Bye bye ambassador 10 2, 7:01am

@rphb
[I am saying that even if we were to accept the premise of that, as ludicrous as it may be, a better solution then extensive global regulation would be to simply end central banking and fiat currency.]

That would only slow the increase of cumulative emissions.
Even 1/1000 of the current rate of emissions is too much.

[Things like overpopulation is not a problem because it is self-corrective. If there is more individual of a species in a region of a species then it is able to support, they start to fight each other for the scares resources and the weak ones die. ]

Well, yes.
I didn't realize that nature in your part of the world is so bad already that you have trouble imagining how such population correction takes place. Think of birds who forgot to fly to the south caught in -30C winter. The heat (from still open water bodies) and food sources are scarce.
Such correction in human population would have to be at least 10-fold. Basically you are betting on the collapse of the civilisation so that there is not enough knowledge to run the current fossil energy infrastructure any more, not even at 1/1000 of the current rate. Because if there is enough knowledge and enough smart individuals, then without regulations they will continue to emit CO2 from fossil fuels.

[And yes there are things that are limited in supply and oil might very well be one of them, but we won’t keep using oil until there is no more oil at all, only until it is no longer economically feasible. Price solves everything, when it becomes more expensive than the best alternative, we will use the alternative. ]

The market only works optimally if market prices contain all the (indirect) costs. If some costs are not in the prices, then the market would be suboptimal, to put it mildly. We need regulations to sustain our environment even if the CO2 emissions problem were to be miraculously solved. We need the "precautionary principle".

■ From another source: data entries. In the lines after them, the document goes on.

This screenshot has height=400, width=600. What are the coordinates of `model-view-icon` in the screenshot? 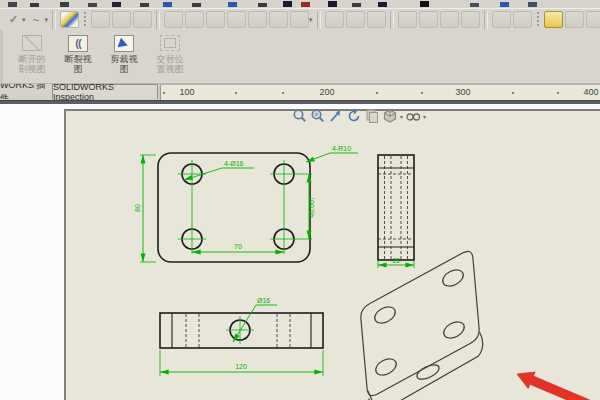 It's located at (100, 20).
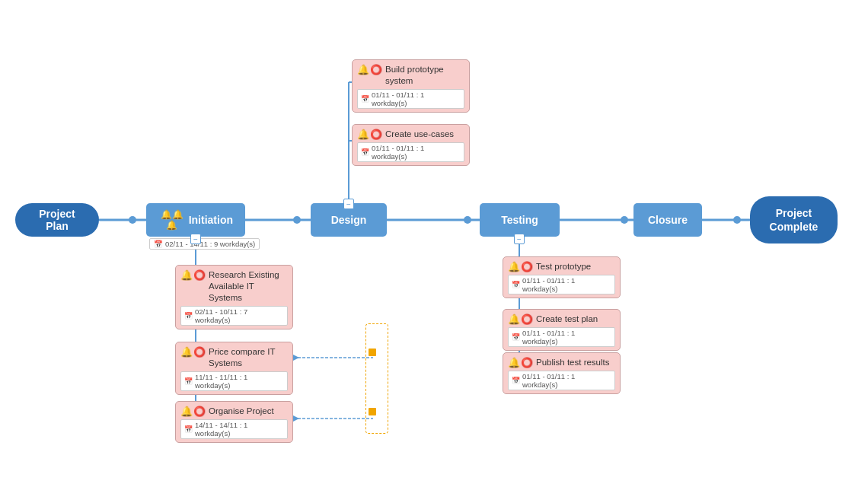 The width and height of the screenshot is (868, 487). I want to click on price-compare-card: 🔔⭕ Price compare IT Systems 📅 11/11 - 11…, so click(235, 368).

[I agree that subsidies are bad, I don’t like subsidies, I am a minarchist, I want the minimal state, the only legitimate functions of the state is to enforce legal contracts and protect us from violence.]

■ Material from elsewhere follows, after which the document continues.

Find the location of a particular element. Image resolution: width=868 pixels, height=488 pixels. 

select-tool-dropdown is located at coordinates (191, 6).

State regulations are a legal part of a social contract between the state citizens, assuming that the regulations have been decided via direct democracy.

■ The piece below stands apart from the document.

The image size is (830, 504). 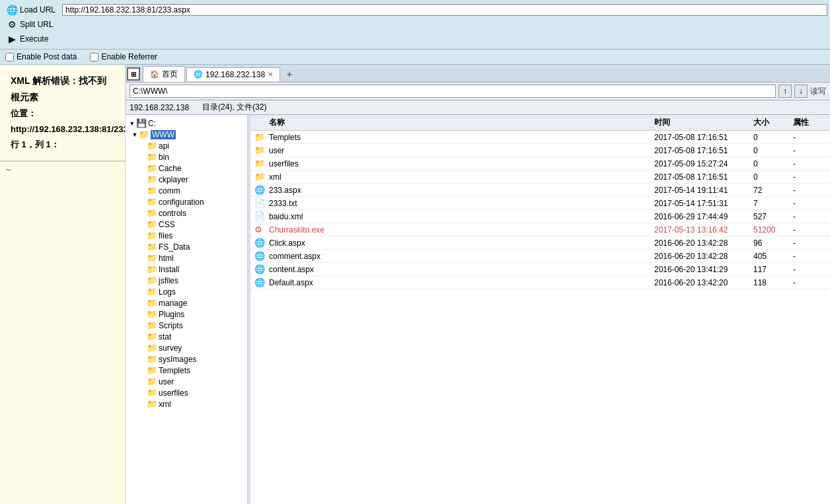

[And regarding environmental regulation, there should be rules against pollution, because pollution damages others property, but it is the sovereign right of each nation-state to determine the details. ]

Well, that needs to change, in that pollution emission taxes have to be globally the same. And the only way to do that is via WTO. In fact, all the pro-globalisation trade deals (WTO, CIPA, NAFTA, etc.) without globally unified pollution taxes are an act of genocide of not only the human species, but of other species as well. Globalisation of trade without globalisation of pollution taxes is pure Machiavellian evil.

[I don’t even know what that means, relativist have no values.]
An absolutist might try to wipe out the human species to protect other species.
A relativist plays a game with other relativists on how many species each can wipe out on this planet and on other planets and on how many profits can be made from it.

[Absolutist don’t have to be Good, a Muslim terrorist is Absolutely evil, but a relativist aren’t even able to comprehend him. A relativist thinks that Muslims can just be integrated into western societies, as a hedonist, he thinks that everyone is a hedonist.]

I think the other way around.
An absolutist believes in "universal human values" to help everyone, including billions and billions of muslims. An Absolutist might be a person of pure heart, who starts to feed stray cats and pidgeons. And eventually she has 200 cats in her apartment and she is out of money and maybe the cats finally will prey on her.

A Relativist observes that muslims behave differently than others, use different strategies than others and observes that in some circumstances their strategies work against some other strategies. A relativist does not hold onto its own strategy at all costs and adapts, if possible.

I have given good and bad examples for both relativists and absolutists.
For me, the only absolutist value is the right of living beings to make choices - which in case of a human society (state citizens) means the right to directly participate in direct democracy. From that, the society itself has to be relatively stable - meaning most of the citizens have to be natives, meaning having many centuries (preferably millennia) of ancestry in that country. Everything else is relative. But society can (and should) limit the possible choices of individuals. Individual citizens are / form the society.

History has shown that societies lose cohesion once they grow above 10 million, the sweetspot of a civilisation is 3-5 million citizens. Sweden is experiencing that now. Funnily so did Chechoslovakians.